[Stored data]
══════

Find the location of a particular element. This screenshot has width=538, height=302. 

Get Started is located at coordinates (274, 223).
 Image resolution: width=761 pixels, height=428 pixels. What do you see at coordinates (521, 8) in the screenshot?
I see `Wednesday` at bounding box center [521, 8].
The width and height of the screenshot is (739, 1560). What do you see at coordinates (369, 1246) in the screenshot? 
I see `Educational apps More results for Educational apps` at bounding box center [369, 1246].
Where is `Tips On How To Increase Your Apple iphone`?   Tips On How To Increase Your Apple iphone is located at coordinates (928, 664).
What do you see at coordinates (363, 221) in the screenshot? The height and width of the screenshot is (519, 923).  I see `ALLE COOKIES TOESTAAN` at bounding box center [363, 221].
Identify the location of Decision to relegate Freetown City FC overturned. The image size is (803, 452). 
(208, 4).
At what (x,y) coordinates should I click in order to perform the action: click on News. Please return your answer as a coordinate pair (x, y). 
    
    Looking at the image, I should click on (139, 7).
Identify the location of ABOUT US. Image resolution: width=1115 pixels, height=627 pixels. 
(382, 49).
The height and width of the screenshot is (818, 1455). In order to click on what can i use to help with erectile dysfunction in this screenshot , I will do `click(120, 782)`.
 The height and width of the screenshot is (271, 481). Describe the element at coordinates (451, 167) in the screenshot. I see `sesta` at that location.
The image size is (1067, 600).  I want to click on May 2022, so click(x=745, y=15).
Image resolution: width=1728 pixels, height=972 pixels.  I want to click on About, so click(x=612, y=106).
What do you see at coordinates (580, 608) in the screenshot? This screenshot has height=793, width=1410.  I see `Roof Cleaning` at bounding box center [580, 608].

══════

■ Task to carry out ■
Write out the data exactly as it stands.

■ Result of the exercise ■
Find the location of a particular element. This screenshot has width=538, height=302. 

Get Started is located at coordinates (274, 223).
 Image resolution: width=761 pixels, height=428 pixels. What do you see at coordinates (521, 8) in the screenshot?
I see `Wednesday` at bounding box center [521, 8].
The width and height of the screenshot is (739, 1560). What do you see at coordinates (369, 1246) in the screenshot? 
I see `Educational apps More results for Educational apps` at bounding box center [369, 1246].
Where is `Tips On How To Increase Your Apple iphone`?   Tips On How To Increase Your Apple iphone is located at coordinates (928, 664).
What do you see at coordinates (363, 221) in the screenshot? The height and width of the screenshot is (519, 923).  I see `ALLE COOKIES TOESTAAN` at bounding box center [363, 221].
Identify the location of Decision to relegate Freetown City FC overturned. The image size is (803, 452). 
(208, 4).
At what (x,y) coordinates should I click in order to perform the action: click on News. Please return your answer as a coordinate pair (x, y). 
    
    Looking at the image, I should click on (139, 7).
Identify the location of ABOUT US. Image resolution: width=1115 pixels, height=627 pixels. 
(382, 49).
The height and width of the screenshot is (818, 1455). In order to click on what can i use to help with erectile dysfunction in this screenshot , I will do `click(120, 782)`.
 The height and width of the screenshot is (271, 481). Describe the element at coordinates (451, 167) in the screenshot. I see `sesta` at that location.
The image size is (1067, 600).  I want to click on May 2022, so click(x=745, y=15).
Image resolution: width=1728 pixels, height=972 pixels.  I want to click on About, so click(x=612, y=106).
What do you see at coordinates (580, 608) in the screenshot? This screenshot has height=793, width=1410.  I see `Roof Cleaning` at bounding box center [580, 608].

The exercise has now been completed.